Bright Before Sunrise(41)



She smiles politely but turns away in dismissal. Turns to me. I take the napkin and use it to wipe the condensation off my cup. The digits blur to black-green starbursts. I’m an idiot. Next I’ll be tearing my shirt and beating my chest.

“Did you want this?” I ask, holding out the sodden, ink-stained mess.

She waves it away and gives me her perfectly imperfect grin. “Not even a little. You can keep it.”





22

Brighton

10:51 P.M.


14 HOURS, 9 MINUTES LEFT


Jonah does a decent job on the toxic pizza, stopping when only one slice remains on the tray. Does he actually like that flavor combination, or did he chose it to prove a point? I decide not to ask since we’re finally having a normal conversation. It’s like seeing his friends reminded him that kindness isn’t fatal.

Granted we’re only talking about college, how we both have no clue what we’ll pick as majors.

“One time, this guy my mom was seeing asked what I wanted to be after high school,” I say as we get back in his car. “I answered, ‘A college student,’ and he thought I was being rude or making fun of him because my answer was so vague. It was a mess; he was insulted and I felt awful.”

Jonah laughs and turns down another side street—a baseball rolls around in his backseat, pinging off something metal each time he turns. This street curves too, more roads and driveways branching off in all directions like a spider’s legs. There’s no logic to these streets, or to the houses either. Duplexes, capes, saltboxes, and a condo complex all share the same street. One house has a sign advertising a beauty salon out front. Two streets later there’s a house with a yard crammed full of bright plastic slides and toys. Maybe it’s actually a day care center? Some yards are landscaped and tidy, others have peeling paint and out-of-control weeds. We pass a building with plywood on the front windows. The houses are placed at random—some close to the street, others down long driveways. It’s like a giant opened his fist and sprinkled buildings—new, old, large, small—all over the landscape. It makes me uncomfortable—and the fact that I’m uncomfortable makes me more uncomfortable.

Jonah makes a sharp left turn.

“I don’t know how you can think Cross Pointe is hard to navigate. This is like a maze.”

He shrugs. “But in Cross Pointe everything looks the same. Here, we’ve got landmarks. There’s the park where I had Little League. Back there was the house we all thought was haunted. That stop sign is bent from when I hit it while Carly was trying to teach me to drive stick shift. And that’s the Digginses’ house.”

He pulls over, parking along the grass between two other cars. A long driveway leads back to a small, white two-story house. “We’re here.”

His words trigger my anxiety. I don’t want to unbuckle my seat belt or leave the car, or for him to remove the key from the ignition. “You could go to Cross Pointe parties instead. It’d be a whole lot closer and good for you.”

Jonah’s smile looks suspiciously sneerish, but he’s facing the windshield so I can only see half his face. “Good for me? How do you figure?”

Darn. Now I need an explanation. “Well, it’d be good for you because …” What would my father say? I search for a line from his book. “‘Adapting to change is an important life skill.’ You should embrace the fact that you live in Cross Pointe now and get involved.”

That sounds sufficiently sane and is actually pretty true. Jonah apparently isn’t a loner in Hamilton: the boys at the pizza place were cute and friendly; he has friends who throw parties and a girlfriend. For him to choose isolation now isn’t normal or healthy.

His jaw shifts like he’s grinding his teeth. “I leave for college in a few months, and I’m not coming back. Why bother?”

“Because you’re missing out on things. Aren’t you lonely? Everyone’s really nice.”

He continues staring out the window, the portion of his face I can see folded into disapproval. “They’re nice to you because you’re Brighton Waterford.”

He gets out of the car and I scramble to follow, protesting as I shut my door. “No. They’re just nice people! Do you know that everyone else in the school volunteered at least once this year? Wait, what does that mean? Because I’m me?” This has the flavor of an insult, but I’m not sure why.

He leans back against his car—the blue of his shirt blending with the blue frame in the semidarkness of the road. “Kindness is your social weapon of choice, but it only works because you’ve grown up within the system and it’s what people expect of you. You get to be the ‘nice one’ only because you’ve got everyone trained to think you’re so sweet and innocent.”

“Trained?” I sputter. I can’t even train Never. “That’s not true.”

“Oh yeah? I’ll prove it. Give me your cell phone.”

I hand it to him immediately … then realize I should ask: “Why do you want it?”

“Who’s your best friend?”

“Amelia.”

“Okay, I’m calling her.” He presses the speakerphone button, and the rings echo off the empty street.

“Hey, B! Finally! Where’ve you been? I called you hours ago! Are we still going to Jeremy’s, or do you want to rest up for tomorrow? I thought you’d be home early? How late does this couple stay out? I can’t remember the last time my parents were awake past nine thirty. Not that I’m complaining.”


WHAT IS REQUIRED: Set down every entry once more, character for character.

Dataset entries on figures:
↓↓↓

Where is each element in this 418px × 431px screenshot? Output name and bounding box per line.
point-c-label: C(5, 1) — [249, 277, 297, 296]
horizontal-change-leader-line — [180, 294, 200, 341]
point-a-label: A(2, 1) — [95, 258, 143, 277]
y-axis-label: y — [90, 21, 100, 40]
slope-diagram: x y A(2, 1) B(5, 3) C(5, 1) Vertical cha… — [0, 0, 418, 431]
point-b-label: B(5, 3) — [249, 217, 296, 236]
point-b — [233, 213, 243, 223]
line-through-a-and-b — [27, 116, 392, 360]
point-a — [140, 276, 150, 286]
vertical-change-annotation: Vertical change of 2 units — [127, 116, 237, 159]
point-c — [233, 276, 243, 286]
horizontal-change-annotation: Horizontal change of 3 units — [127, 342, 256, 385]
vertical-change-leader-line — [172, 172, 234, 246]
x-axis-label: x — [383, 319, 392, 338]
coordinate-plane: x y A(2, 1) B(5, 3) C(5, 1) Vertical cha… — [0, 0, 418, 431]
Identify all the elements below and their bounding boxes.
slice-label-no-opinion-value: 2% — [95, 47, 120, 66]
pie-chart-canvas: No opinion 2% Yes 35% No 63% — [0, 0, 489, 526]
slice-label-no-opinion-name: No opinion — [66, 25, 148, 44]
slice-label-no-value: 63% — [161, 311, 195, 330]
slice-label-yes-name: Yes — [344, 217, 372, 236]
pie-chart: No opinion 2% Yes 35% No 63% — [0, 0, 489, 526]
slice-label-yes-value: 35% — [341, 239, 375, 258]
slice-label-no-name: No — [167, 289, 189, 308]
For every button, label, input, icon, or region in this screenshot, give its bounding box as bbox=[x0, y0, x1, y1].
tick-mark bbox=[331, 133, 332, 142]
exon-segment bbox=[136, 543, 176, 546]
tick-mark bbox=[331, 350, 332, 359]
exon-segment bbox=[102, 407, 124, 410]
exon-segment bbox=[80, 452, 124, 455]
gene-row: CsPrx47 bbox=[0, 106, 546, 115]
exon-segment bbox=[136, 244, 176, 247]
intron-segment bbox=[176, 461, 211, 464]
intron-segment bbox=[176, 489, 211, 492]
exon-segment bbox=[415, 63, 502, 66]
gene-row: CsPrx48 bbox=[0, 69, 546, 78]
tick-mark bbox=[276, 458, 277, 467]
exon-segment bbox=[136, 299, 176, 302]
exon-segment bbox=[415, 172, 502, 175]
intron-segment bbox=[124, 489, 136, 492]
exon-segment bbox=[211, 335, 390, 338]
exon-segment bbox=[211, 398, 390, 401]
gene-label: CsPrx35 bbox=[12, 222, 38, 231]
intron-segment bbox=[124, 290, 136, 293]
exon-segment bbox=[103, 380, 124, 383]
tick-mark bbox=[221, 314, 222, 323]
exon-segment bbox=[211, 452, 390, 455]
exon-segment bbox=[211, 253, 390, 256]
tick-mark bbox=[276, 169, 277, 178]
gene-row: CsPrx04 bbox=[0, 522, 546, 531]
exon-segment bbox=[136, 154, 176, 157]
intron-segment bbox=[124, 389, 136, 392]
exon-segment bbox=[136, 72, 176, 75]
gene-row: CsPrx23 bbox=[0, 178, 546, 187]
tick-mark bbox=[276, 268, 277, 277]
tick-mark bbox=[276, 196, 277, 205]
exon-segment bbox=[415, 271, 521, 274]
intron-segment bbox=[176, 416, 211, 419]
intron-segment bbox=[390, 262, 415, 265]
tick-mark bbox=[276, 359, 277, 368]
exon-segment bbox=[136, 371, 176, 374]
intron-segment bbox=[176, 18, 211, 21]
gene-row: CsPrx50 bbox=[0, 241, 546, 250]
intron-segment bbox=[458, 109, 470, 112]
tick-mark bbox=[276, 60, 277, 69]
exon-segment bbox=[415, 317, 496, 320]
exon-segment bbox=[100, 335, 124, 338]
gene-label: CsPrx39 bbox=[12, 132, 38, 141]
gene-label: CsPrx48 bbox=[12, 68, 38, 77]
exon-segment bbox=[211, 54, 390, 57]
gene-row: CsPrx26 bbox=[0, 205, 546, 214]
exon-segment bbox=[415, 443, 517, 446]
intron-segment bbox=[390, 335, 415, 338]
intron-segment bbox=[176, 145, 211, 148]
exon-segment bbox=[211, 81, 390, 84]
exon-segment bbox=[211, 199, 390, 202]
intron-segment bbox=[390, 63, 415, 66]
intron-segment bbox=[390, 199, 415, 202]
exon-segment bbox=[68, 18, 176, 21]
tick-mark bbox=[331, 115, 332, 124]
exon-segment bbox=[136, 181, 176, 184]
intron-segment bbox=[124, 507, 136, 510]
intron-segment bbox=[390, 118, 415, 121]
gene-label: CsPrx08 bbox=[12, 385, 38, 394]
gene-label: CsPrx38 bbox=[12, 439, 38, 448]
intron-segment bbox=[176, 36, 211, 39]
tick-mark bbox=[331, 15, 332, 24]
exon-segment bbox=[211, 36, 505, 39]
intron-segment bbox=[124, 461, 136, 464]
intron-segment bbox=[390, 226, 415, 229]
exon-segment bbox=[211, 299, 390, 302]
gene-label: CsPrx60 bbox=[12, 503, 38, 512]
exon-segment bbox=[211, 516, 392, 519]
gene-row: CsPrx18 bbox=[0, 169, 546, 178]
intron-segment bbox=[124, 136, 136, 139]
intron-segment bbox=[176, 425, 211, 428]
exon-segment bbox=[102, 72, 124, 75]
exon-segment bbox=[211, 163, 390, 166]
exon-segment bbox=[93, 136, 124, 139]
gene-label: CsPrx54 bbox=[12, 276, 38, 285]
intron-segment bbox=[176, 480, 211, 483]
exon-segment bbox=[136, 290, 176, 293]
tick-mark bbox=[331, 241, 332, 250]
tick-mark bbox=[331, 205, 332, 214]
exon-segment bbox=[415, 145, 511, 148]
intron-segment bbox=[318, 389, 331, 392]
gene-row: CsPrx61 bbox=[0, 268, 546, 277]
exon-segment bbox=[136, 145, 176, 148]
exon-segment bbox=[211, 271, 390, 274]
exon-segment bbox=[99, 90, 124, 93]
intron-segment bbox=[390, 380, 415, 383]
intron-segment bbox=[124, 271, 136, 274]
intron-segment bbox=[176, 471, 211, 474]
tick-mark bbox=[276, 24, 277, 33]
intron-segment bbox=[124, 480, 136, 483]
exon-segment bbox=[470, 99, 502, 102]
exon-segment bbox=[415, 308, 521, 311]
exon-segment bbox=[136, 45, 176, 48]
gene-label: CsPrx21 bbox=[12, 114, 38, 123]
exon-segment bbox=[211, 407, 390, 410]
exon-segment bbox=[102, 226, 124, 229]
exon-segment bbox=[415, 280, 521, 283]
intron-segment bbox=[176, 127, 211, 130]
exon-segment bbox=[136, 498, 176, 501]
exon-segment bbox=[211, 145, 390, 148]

↑↑↑

TASK OUTPUT:
Where is each element in this 418px × 431px screenshot? Output name and bounding box per line.
point-c-label: C(5, 1) — [249, 277, 297, 296]
horizontal-change-leader-line — [180, 294, 200, 341]
point-a-label: A(2, 1) — [95, 258, 143, 277]
y-axis-label: y — [90, 21, 100, 40]
slope-diagram: x y A(2, 1) B(5, 3) C(5, 1) Vertical cha… — [0, 0, 418, 431]
point-b-label: B(5, 3) — [249, 217, 296, 236]
point-b — [233, 213, 243, 223]
line-through-a-and-b — [27, 116, 392, 360]
point-a — [140, 276, 150, 286]
vertical-change-annotation: Vertical change of 2 units — [127, 116, 237, 159]
point-c — [233, 276, 243, 286]
horizontal-change-annotation: Horizontal change of 3 units — [127, 342, 256, 385]
vertical-change-leader-line — [172, 172, 234, 246]
x-axis-label: x — [383, 319, 392, 338]
coordinate-plane: x y A(2, 1) B(5, 3) C(5, 1) Vertical cha… — [0, 0, 418, 431]
Identify all the elements below and their bounding boxes.
slice-label-no-opinion-value: 2% — [95, 47, 120, 66]
pie-chart-canvas: No opinion 2% Yes 35% No 63% — [0, 0, 489, 526]
slice-label-no-opinion-name: No opinion — [66, 25, 148, 44]
slice-label-no-value: 63% — [161, 311, 195, 330]
slice-label-yes-name: Yes — [344, 217, 372, 236]
pie-chart: No opinion 2% Yes 35% No 63% — [0, 0, 489, 526]
slice-label-yes-value: 35% — [341, 239, 375, 258]
slice-label-no-name: No — [167, 289, 189, 308]
For every button, label, input, icon, or region in this screenshot, give its bounding box as bbox=[x0, y0, x1, y1].
tick-mark bbox=[331, 133, 332, 142]
exon-segment bbox=[136, 543, 176, 546]
tick-mark bbox=[331, 350, 332, 359]
exon-segment bbox=[102, 407, 124, 410]
exon-segment bbox=[80, 452, 124, 455]
gene-row: CsPrx47 bbox=[0, 106, 546, 115]
exon-segment bbox=[136, 244, 176, 247]
intron-segment bbox=[176, 461, 211, 464]
intron-segment bbox=[176, 489, 211, 492]
exon-segment bbox=[415, 63, 502, 66]
gene-row: CsPrx48 bbox=[0, 69, 546, 78]
tick-mark bbox=[276, 458, 277, 467]
exon-segment bbox=[136, 299, 176, 302]
exon-segment bbox=[415, 172, 502, 175]
intron-segment bbox=[124, 489, 136, 492]
exon-segment bbox=[211, 335, 390, 338]
exon-segment bbox=[211, 398, 390, 401]
gene-label: CsPrx35 bbox=[12, 222, 38, 231]
intron-segment bbox=[124, 290, 136, 293]
exon-segment bbox=[103, 380, 124, 383]
tick-mark bbox=[221, 314, 222, 323]
exon-segment bbox=[211, 452, 390, 455]
exon-segment bbox=[211, 253, 390, 256]
tick-mark bbox=[276, 169, 277, 178]
gene-row: CsPrx04 bbox=[0, 522, 546, 531]
exon-segment bbox=[136, 154, 176, 157]
intron-segment bbox=[124, 389, 136, 392]
exon-segment bbox=[136, 72, 176, 75]
gene-row: CsPrx23 bbox=[0, 178, 546, 187]
tick-mark bbox=[276, 268, 277, 277]
tick-mark bbox=[276, 196, 277, 205]
exon-segment bbox=[415, 271, 521, 274]
intron-segment bbox=[176, 416, 211, 419]
intron-segment bbox=[390, 262, 415, 265]
tick-mark bbox=[276, 359, 277, 368]
exon-segment bbox=[136, 371, 176, 374]
intron-segment bbox=[176, 18, 211, 21]
gene-row: CsPrx50 bbox=[0, 241, 546, 250]
intron-segment bbox=[458, 109, 470, 112]
tick-mark bbox=[276, 60, 277, 69]
exon-segment bbox=[415, 317, 496, 320]
exon-segment bbox=[100, 335, 124, 338]
gene-label: CsPrx39 bbox=[12, 132, 38, 141]
gene-label: CsPrx48 bbox=[12, 68, 38, 77]
exon-segment bbox=[211, 54, 390, 57]
gene-row: CsPrx26 bbox=[0, 205, 546, 214]
exon-segment bbox=[415, 443, 517, 446]
intron-segment bbox=[390, 335, 415, 338]
intron-segment bbox=[176, 145, 211, 148]
exon-segment bbox=[211, 81, 390, 84]
exon-segment bbox=[211, 199, 390, 202]
intron-segment bbox=[390, 63, 415, 66]
intron-segment bbox=[390, 199, 415, 202]
exon-segment bbox=[68, 18, 176, 21]
tick-mark bbox=[331, 115, 332, 124]
exon-segment bbox=[136, 181, 176, 184]
intron-segment bbox=[124, 507, 136, 510]
intron-segment bbox=[390, 118, 415, 121]
gene-label: CsPrx08 bbox=[12, 385, 38, 394]
gene-label: CsPrx38 bbox=[12, 439, 38, 448]
intron-segment bbox=[176, 36, 211, 39]
tick-mark bbox=[331, 15, 332, 24]
exon-segment bbox=[211, 36, 505, 39]
intron-segment bbox=[124, 461, 136, 464]
intron-segment bbox=[390, 226, 415, 229]
exon-segment bbox=[211, 299, 390, 302]
gene-label: CsPrx60 bbox=[12, 503, 38, 512]
exon-segment bbox=[211, 516, 392, 519]
gene-row: CsPrx18 bbox=[0, 169, 546, 178]
intron-segment bbox=[124, 136, 136, 139]
intron-segment bbox=[176, 425, 211, 428]
exon-segment bbox=[102, 72, 124, 75]
exon-segment bbox=[211, 163, 390, 166]
exon-segment bbox=[93, 136, 124, 139]
gene-label: CsPrx54 bbox=[12, 276, 38, 285]
intron-segment bbox=[176, 480, 211, 483]
exon-segment bbox=[136, 290, 176, 293]
tick-mark bbox=[331, 241, 332, 250]
tick-mark bbox=[331, 205, 332, 214]
exon-segment bbox=[415, 145, 511, 148]
intron-segment bbox=[318, 389, 331, 392]
gene-row: CsPrx61 bbox=[0, 268, 546, 277]
exon-segment bbox=[136, 145, 176, 148]
exon-segment bbox=[211, 271, 390, 274]
exon-segment bbox=[99, 90, 124, 93]
intron-segment bbox=[390, 380, 415, 383]
intron-segment bbox=[124, 271, 136, 274]
intron-segment bbox=[176, 471, 211, 474]
tick-mark bbox=[276, 24, 277, 33]
intron-segment bbox=[124, 480, 136, 483]
exon-segment bbox=[470, 99, 502, 102]
exon-segment bbox=[415, 308, 521, 311]
exon-segment bbox=[136, 45, 176, 48]
gene-label: CsPrx21 bbox=[12, 114, 38, 123]
exon-segment bbox=[211, 407, 390, 410]
exon-segment bbox=[102, 226, 124, 229]
exon-segment bbox=[415, 280, 521, 283]
intron-segment bbox=[176, 127, 211, 130]
exon-segment bbox=[136, 498, 176, 501]
exon-segment bbox=[211, 145, 390, 148]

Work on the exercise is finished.